What do you thnk of it?
I followed the way you implemented it. In all of your use cases you first call the class constructor with an endpoint as the first required argument and then a login method.
I agree that passing a string instead of an endpoint is sub optimal but at least it still follows the general pattern...
But if you insist on using the static method I can come up with some code until tomorrow - even if I still think that it changes the patterns.
I agrree it changes the pattern; otherwise it introduce an unclear implementation
From what I see, you could follow the same pattern by
What do you think of it?
Ok. Sounds like a compromise. I'll see what I can come up with
Good morning @antechrestos,
thinking about this again, I'm still not sure if this is the right way to do it.
Your proposed solution would mean that
That sounds so wrong to me... I cannot see where this makes the implementation any clearer. Besides, it forces the developer to provide data (endpoint) again even though it is already there.
The problem imho is really that CloudFoundryClient.__init__()
already expects the endpoint as a required argument to be able to call _get_info() on it. You could change the constructor and make target_endpoint an optional argument.

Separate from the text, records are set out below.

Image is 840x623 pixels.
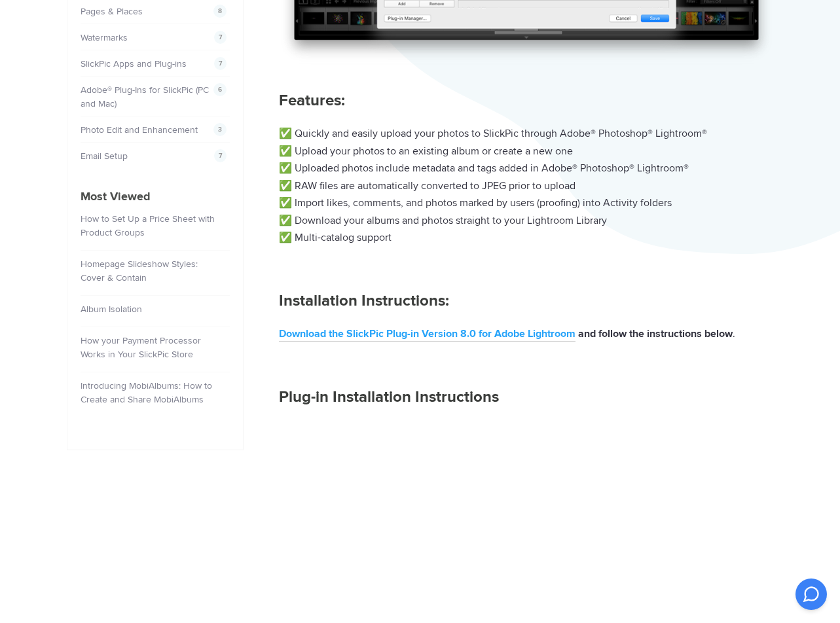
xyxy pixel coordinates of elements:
[279,125,774,247] p: ✅ Quickly and easily upload your photos to SlickPic through Adobe® Photoshop® Lightroom® ✅ Upload...
[81,304,142,314] a: Album Isolation
[81,380,212,405] a: Introducing MobiAlbums: How to Create and Share MobiAlbums
[578,327,732,341] b: and follow the instructions below
[279,387,499,406] strong: Plug-in Installation Instructions
[279,325,774,343] p: .
[279,291,449,310] strong: Installation Instructions:
[279,91,345,110] b: Features:
[279,327,576,341] a: Download the SlickPic Plug-in Version 8.0 for Adobe Lightroom
[81,258,198,283] a: Homepage Slideshow Styles: Cover & Contain
[81,335,201,360] a: How your Payment Processor Works in Your SlickPic Store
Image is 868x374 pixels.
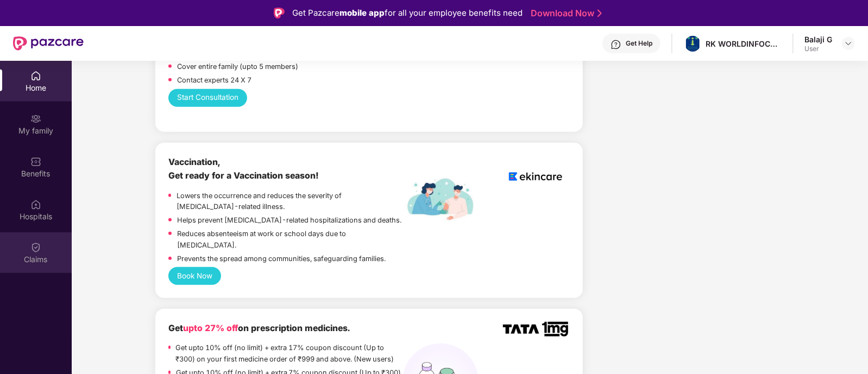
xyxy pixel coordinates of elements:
div: Get Pazcare for all your employee benefits need [292,7,523,20]
img: svg+xml;base64,PHN2ZyBpZD0iRHJvcGRvd24tMzJ4MzIiIHhtbG5zPSJodHRwOi8vd3d3LnczLm9yZy8yMDAwL3N2ZyIgd2... [844,39,853,48]
img: svg+xml;base64,PHN2ZyBpZD0iSG9zcGl0YWxzIiB4bWxucz0iaHR0cDovL3d3dy53My5vcmcvMjAwMC9zdmciIHdpZHRoPS... [30,199,41,210]
b: Vaccination, Get ready for a Vaccination season! [168,157,319,180]
button: Book Now [168,267,221,285]
b: Get on prescription medicines. [168,323,350,333]
p: Reduces absenteeism at work or school days due to [MEDICAL_DATA]. [177,228,402,250]
img: svg+xml;base64,PHN2ZyBpZD0iSG9tZSIgeG1sbnM9Imh0dHA6Ly93d3cudzMub3JnLzIwMDAvc3ZnIiB3aWR0aD0iMjAiIG... [30,71,41,81]
p: Helps prevent [MEDICAL_DATA]-related hospitalizations and deaths. [177,215,401,226]
img: whatsapp%20image%202024-01-05%20at%2011.24.52%20am.jpeg [685,36,701,52]
strong: mobile app [339,8,385,18]
span: upto 27% off [183,323,238,333]
p: Lowers the occurrence and reduces the severity of [MEDICAL_DATA]-related illness. [177,190,402,212]
img: New Pazcare Logo [13,36,83,51]
img: svg+xml;base64,PHN2ZyBpZD0iSGVscC0zMngzMiIgeG1sbnM9Imh0dHA6Ly93d3cudzMub3JnLzIwMDAvc3ZnIiB3aWR0aD... [611,39,621,50]
img: labelEkincare.png [402,178,479,221]
p: Contact experts 24 X 7 [177,75,251,86]
p: Get upto 10% off (no limit) + extra 17% coupon discount (Up to ₹300) on your first medicine order... [176,343,403,364]
button: Start Consultation [168,89,247,107]
p: Prevents the spread among communities, safeguarding families. [177,253,385,264]
img: logoEkincare.png [503,156,568,197]
div: RK WORLDINFOCOM PRIVATE LIMITED [706,39,781,49]
div: Balaji G [804,34,832,45]
img: TATA_1mg_Logo.png [503,322,568,337]
p: Cover entire family (upto 5 members) [177,61,298,72]
img: Logo [274,8,285,18]
img: svg+xml;base64,PHN2ZyBpZD0iQ2xhaW0iIHhtbG5zPSJodHRwOi8vd3d3LnczLm9yZy8yMDAwL3N2ZyIgd2lkdGg9IjIwIi... [30,242,41,253]
a: Download Now [531,8,599,19]
img: svg+xml;base64,PHN2ZyBpZD0iQmVuZWZpdHMiIHhtbG5zPSJodHRwOi8vd3d3LnczLm9yZy8yMDAwL3N2ZyIgd2lkdGg9Ij... [30,156,41,167]
div: User [804,45,832,53]
img: Stroke [597,8,602,19]
div: Get Help [626,39,653,48]
img: svg+xml;base64,PHN2ZyB3aWR0aD0iMjAiIGhlaWdodD0iMjAiIHZpZXdCb3g9IjAgMCAyMCAyMCIgZmlsbD0ibm9uZSIgeG... [30,114,41,124]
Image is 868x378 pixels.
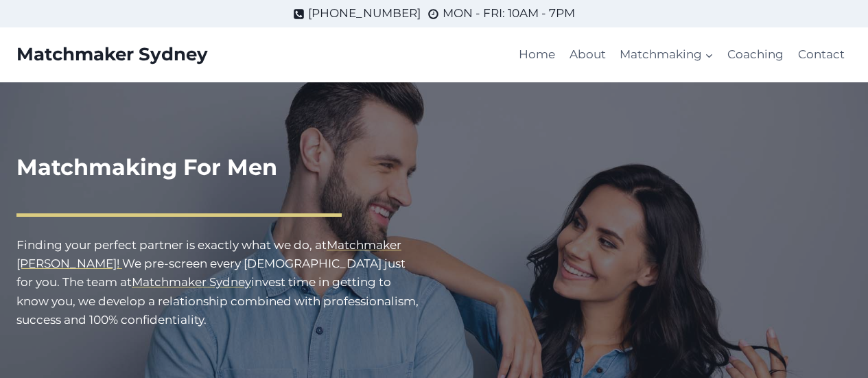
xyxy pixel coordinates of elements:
[308,4,420,22] span: [PHONE_NUMBER]
[791,39,852,72] a: Contact
[132,275,251,289] a: Matchmaker Sydney
[720,39,790,72] a: Coaching
[613,39,720,72] a: Matchmaking
[443,4,575,22] span: MON - FRI: 10AM - 7PM
[563,39,613,72] a: About
[16,151,423,184] h1: Matchmaking For Men
[512,39,562,72] a: Home
[620,45,714,64] span: Matchmaking
[292,4,420,22] a: [PHONE_NUMBER]
[16,236,423,330] p: Finding your perfect partner is exactly what we do, at We pre-screen every [DEMOGRAPHIC_DATA] jus...
[512,39,852,72] nav: Primary Navigation
[16,44,208,66] a: Matchmaker Sydney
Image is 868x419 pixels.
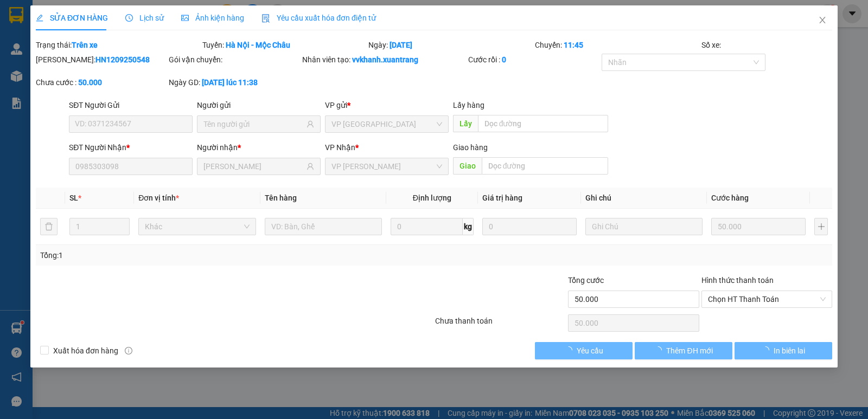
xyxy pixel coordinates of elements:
div: SĐT Người Nhận [69,142,192,154]
span: kg [462,218,474,235]
div: Người gửi [197,99,321,111]
button: Yêu cầu [535,343,633,360]
span: VP MỘC CHÂU [332,158,442,174]
span: In biên lai [774,345,805,357]
span: Giá trị hàng [482,194,522,202]
span: Lấy [453,115,478,133]
div: VP gửi [325,99,449,111]
span: user [306,121,314,128]
button: delete [40,218,58,235]
th: Ghi chú [581,188,706,209]
b: 11:45 [564,41,583,49]
span: Khác [145,218,249,235]
input: Dọc đường [482,157,609,174]
input: 0 [711,218,805,235]
div: Chưa thanh toán [434,315,567,334]
span: VP HÀ NỘI [332,116,442,133]
span: SỬA ĐƠN HÀNG [36,14,108,22]
b: vvkhanh.xuantrang [352,55,418,64]
img: icon [262,14,270,23]
input: Tên người nhận [203,161,304,173]
span: Yêu cầu [576,345,603,357]
span: Ảnh kiện hàng [181,14,244,22]
span: Yêu cầu xuất hóa đơn điện tử [262,14,376,22]
input: Dọc đường [478,115,609,133]
span: loading [654,347,666,354]
b: 0 [502,55,506,64]
button: Thêm ĐH mới [634,343,732,360]
input: VD: Bàn, Ghế [264,218,382,235]
div: Cước rồi : [468,54,599,65]
div: Chưa cước : [36,76,167,88]
label: Hình thức thanh toán [701,276,774,285]
span: Đơn vị tính [139,194,179,202]
span: VP Nhận [325,143,355,152]
div: Tổng: 1 [40,249,336,262]
b: HN1209250548 [95,55,150,64]
span: Định lượng [413,194,451,202]
span: Tên hàng [264,194,297,202]
button: plus [814,218,828,235]
div: SĐT Người Gửi [69,99,192,111]
span: SL [70,194,78,202]
span: Giao hàng [453,143,488,152]
div: Tuyến: [201,39,368,51]
span: close [818,16,826,25]
span: loading [564,347,576,354]
div: [PERSON_NAME]: [36,54,167,65]
div: Người nhận [197,142,321,154]
span: Thêm ĐH mới [666,345,712,357]
b: [DATE] lúc 11:38 [201,78,258,87]
span: Lịch sử [125,14,164,22]
span: Cước hàng [711,194,748,202]
button: In biên lai [735,343,832,360]
input: Tên người gửi [203,118,304,130]
span: Giao [453,157,482,174]
span: clock-circle [125,14,133,22]
span: user [306,162,314,170]
span: Lấy hàng [453,101,485,110]
span: Tổng cước [568,276,604,285]
b: 50.000 [78,78,102,87]
div: Số xe: [701,39,833,51]
button: Close [807,5,837,36]
div: Ngày GD: [168,76,299,88]
input: 0 [482,218,576,235]
span: edit [36,14,43,22]
b: [DATE] [389,41,412,49]
b: Trên xe [71,41,98,49]
div: Ngày: [367,39,534,51]
div: Trạng thái: [35,39,201,51]
span: Xuất hóa đơn hàng [48,345,122,357]
span: loading [762,347,774,354]
span: Chọn HT Thanh Toán [708,292,825,308]
div: Chuyến: [534,39,701,51]
div: Gói vận chuyển: [168,54,299,65]
b: Hà Nội - Mộc Châu [225,41,290,49]
span: info-circle [125,347,133,354]
div: Nhân viên tạo: [302,54,467,65]
span: picture [181,14,189,22]
input: Ghi Chú [585,218,702,235]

Then, when no endpoint is provided, the constructor could already try to parse an endpoint from a config file (with an optional path argument for non-default config locations).
That would make the implementation clear again: either provide an endpoint - but then really use the one provided - or don't provide one - then use the one from config file.
The drawback here would be that the constructor of your main entry point would change, but maybe this can be implemented downward-compatible.
I would either prefer that or - sigh - use the static method you proposed from the beginning, even if it breaks the pattern. In the end it is not me who gets questions and issues...
OK, I tried making target_endpoint optional and the tests succeed with no changes at all. Now - me at least - I like the implementation as it is now. What do you think?
@svenXY good morning.
The things I was not clear enough; the client has the responsibility to provide an agnostic implementation reflecting the way the api is made ie
There is a provided implementation for shell use provided yet this is not the main aim of the library: this library shall be agnostic of the use and allow developper to use it in a python backend , robotframework tests (my first use case).
This contribution brings the following thing: it breaks the agnostism and link the python library with a cli tool. That is why I though a static method (or a method in the package or elsewhere) could do the trick. Because, behing honest, this is not a feature this is just a helper...
That is why in a functional point of view this need is to build a client based on info provided in a file ie
Where does making target_endpoint optional harm this?
Hi @antechrestos, I opened #175 which implements the staticmethod you proposed as an alternative
I gusss this one should be closed
Implements parts of #172:
client.init_with_cf_config() will read a config file generated with
cf login
and use endpoint and token from thereThe problem was that the constructor for CloudFoundryClient already expects the endpoint and uses the endpoint to retrieve further information. Therefore, the constructor already needs to know that it needs to parse the file to get the endpoint.